Surly, founded in 1998 as an in-house division of Minnesota-based wholesaler Quality Bicycle Parts, has long had a reputation for aggressively utilitarian bikes, and it was the Cross-Check – the company’s second model, introduced way back in 1999 – that best typified this approach. It was, like all of their bikes, a chromoly frame that was built to take a beating, and it could be configured in any number of ways by its owners – the Cross-Check was a town bike, a touring bike, a cyclocross bike, a road bike, a pub bike, a gravel bike 15 years before ‘gravel bikes’ began building market momentum. In an industry that’s increasingly producing hyper-specialised tools for a task, the Cross-Check brought something different to the table: it was, in the company’s words, a bike built “to keep the price tag low and the usefulness high,” pursuing practicality over “speed, weight, or some other frivolity.” Or, simply, the pragmatic ideal of a bicycle. 
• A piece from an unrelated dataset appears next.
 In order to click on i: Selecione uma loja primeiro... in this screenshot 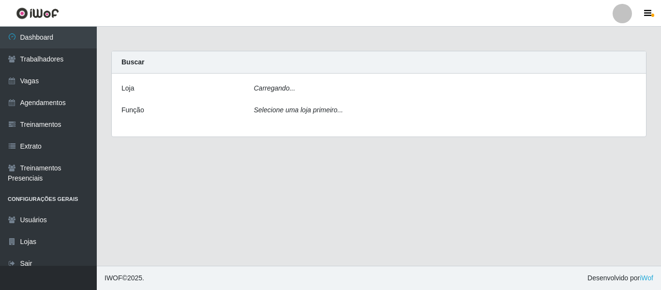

There are (or, were) no obscure standards to be found on the Cross-Check: just an English-threaded bottom bracket, a round 27.2 mm seatpost, rim brakes, generous tyre clearance, and mounts for fenders and racks. One of the only quirks of its design was a democratic one: to allow the use of either road-spaced 130 mm rear hubs or the MTB-spaced 135 mm, the rear dropouts were set at 132.5 mm so the flexible steel could bend to accommodate either (in fact, plenty of people would squeeze them down for 120 mm track rear hubs in the heyday of the urban singlespeed, too). The whole thing was built in reliable 4130 CroMo, the front triangle double-butted, with the tubes TIG-welded together in Taiwan and sprayed with one of a number of simple single-colour paintjobs. Surly’s capable contractors would whack on a couple of decals – including ‘Fatties Fit Fine’ on the chainstay, to reflect Surly’s at the time pioneering tyre clearance (700×42 mm! In 1999!)– and send each of them off into the world, where long lives of service would begin. 

A white Surly Cross-Check leaning against a fence. It is built up with road gearing, a drop handlebar, full length hammered metal mudguards, a pannier rack and a Brooks saddle.
A Cross-Check in Chicago, 2011. Photo: vxla, Flickr.

For a bike as profoundly unflashy as the Cross-Check, they often stood out on the bike racks and signposts of cities in the way that they’d mutate from one Cross-Check to the next. Because they could be built up in any number of ways, they were, and tended to be beautifully flawed reflections of the humanity of those riding them as a result. The colours were never grabby – in fact, they were often drab – and the builds seldom high-end, but I’d argue there’s more to discover in the character of a bike with a weird blend of components and a milk crate cable-tied to a rack than some pristine, bland, big-brand bike. 

Most importantly, they just kept going. For all the Cross-Checks that were crossing cities, there were plenty that crossed continents. They could be fixed pretty much everywhere for whatever might go wrong with them, which wasn’t much. What they lacked in performance, they made up for in practicality. They were optimised only in pursuit of what you would want in a bike like this: dependability, functionality, and reliability.

Detail shot of the top-tube of an Orange Surly Cross-check, showing the 'Cross-Check' logo.
Photo: Glory Cycles, Flickr. [You may remember Glory Cycles as the originator of the cycling world’s definitive ‘yo mama’ joke, so I’m surprised and pleased to encounter them again in this context]

I reached out to Surly with some questions – how many were sold over the years, what led to its demise, etcetera – but didn’t hear back. But in what seems to have become a communal outpouring of emotion from a certain slice of the bike riding pie, there are some things that I can glean: that it was a gateway bike for many people, that it made many people very happy, and that it will be missed. Beneath the above-linked posts there are tales of bikes passed down from parents to children, built with any number of configurations, painted and repainted, broken and repaired. The Surly Cross-Check in its constancy and variability was a reflection of life itself. This week, after almost a quarter century of existence, it ended – as all lives must.

For a basic steel bike, that’s a heck of a legacy.